Friday 7 December 2007

BoE cuts rates, maybe room for more

The tide turns in UK monetary policy. From Reuters:

The Bank of England cut interest rates for the first time in over 2 years on Thursday in order to shore up the economy in the face of a global credit crunch after a week of feverish speculation over what it would do.

The quarter-point cut to 5.5 percent, which reversed July's hike, was needed, the central bank said, because economic growth was slowing and the state of financial markets was getting worse, piling pressure on both companies and consumers.

In contrast, the ECB is still seriously contemplating a rate hike. Bloomberg reports:

The European Central Bank left interest rates unchanged as policy makers weigh the risks of accelerating inflation against signs of slowing economic growth.

The ECB kept the benchmark refinancing rate at 4 percent today, as predicted by all 62 economists surveyed by Bloomberg News. "Some" members in the 19-member Governing Council voted for an increase, President Jean-Claude Trichet said...

Euro-region inflation will probably average about 2.5 percent next year instead of 2 percent projected in September, according to ECB staff forecasts published today. In 2009, inflation may slow below the bank's 2 percent limit, averaging 1.8 percent.

The OECD would probably have applauded both the BoE and ECB's decisions. From Bloomberg:

The Organization for Economic Cooperation and Development said the Federal Reserve and European Central Bank should avoid cutting interest rates, predicting the world economy will weather the fallout from the U.S. housing slump.

Economic growth in the OECD's 30 members will slow to 2.3 percent in 2008, down from the 2.7 percent forecast in May, before picking up to 2.4 percent in 2009, the Paris-based group said today in its semi-annual outlook. The prediction for 2007 was left unchanged at 2.7 percent...

Unless recession risks intensify, a short-term deceleration in growth doesn't "necessarily" warrant further rate cuts from the Fed after it pared its benchmark to 4.5 percent, the OECD said. Growth will fall only slightly below its long-term trend next year and higher energy costs and a weaker dollar could sustain inflation, the group said...

While the ECB should show "vigilance," the mix of weaker growth and inflation at a six-year high means it should avoid raising or cutting borrowing costs for now, the OECD said...

The Bank of Japan should also avoid lifting its benchmark rate from 0.5 percent given an absence of inflationary pressures and weak consumer spending, the report said. Rates should remain on hold until inflation is "firmly positive and the risk of renewed deflation is negligible," something that may not occur until 2009, it said...
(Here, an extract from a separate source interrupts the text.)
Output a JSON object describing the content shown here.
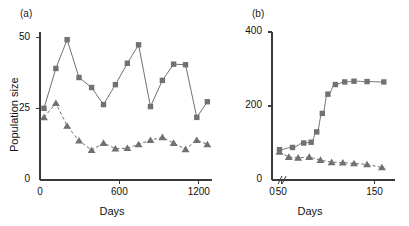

The Bank of Canada should also avoid following this week's rate cut with another, the OECD said.

In contrast, there is room for the Bank of England to embark upon a "series" of rate cuts after inflation slowed through this year, it said...

While China is not a member of the OECD, the group said faster appreciation of its currency would be in its "own interest," with inflation likely to accelerate in 2008 amid another year of double-digit growth.

In other central bank news yesterday, Indonesia's central bank cut its benchmark interest rate to 8 percent from 8.25 percent but South Africa's central bank raised its benchmark interest rate by half a percentage point to 11 percent.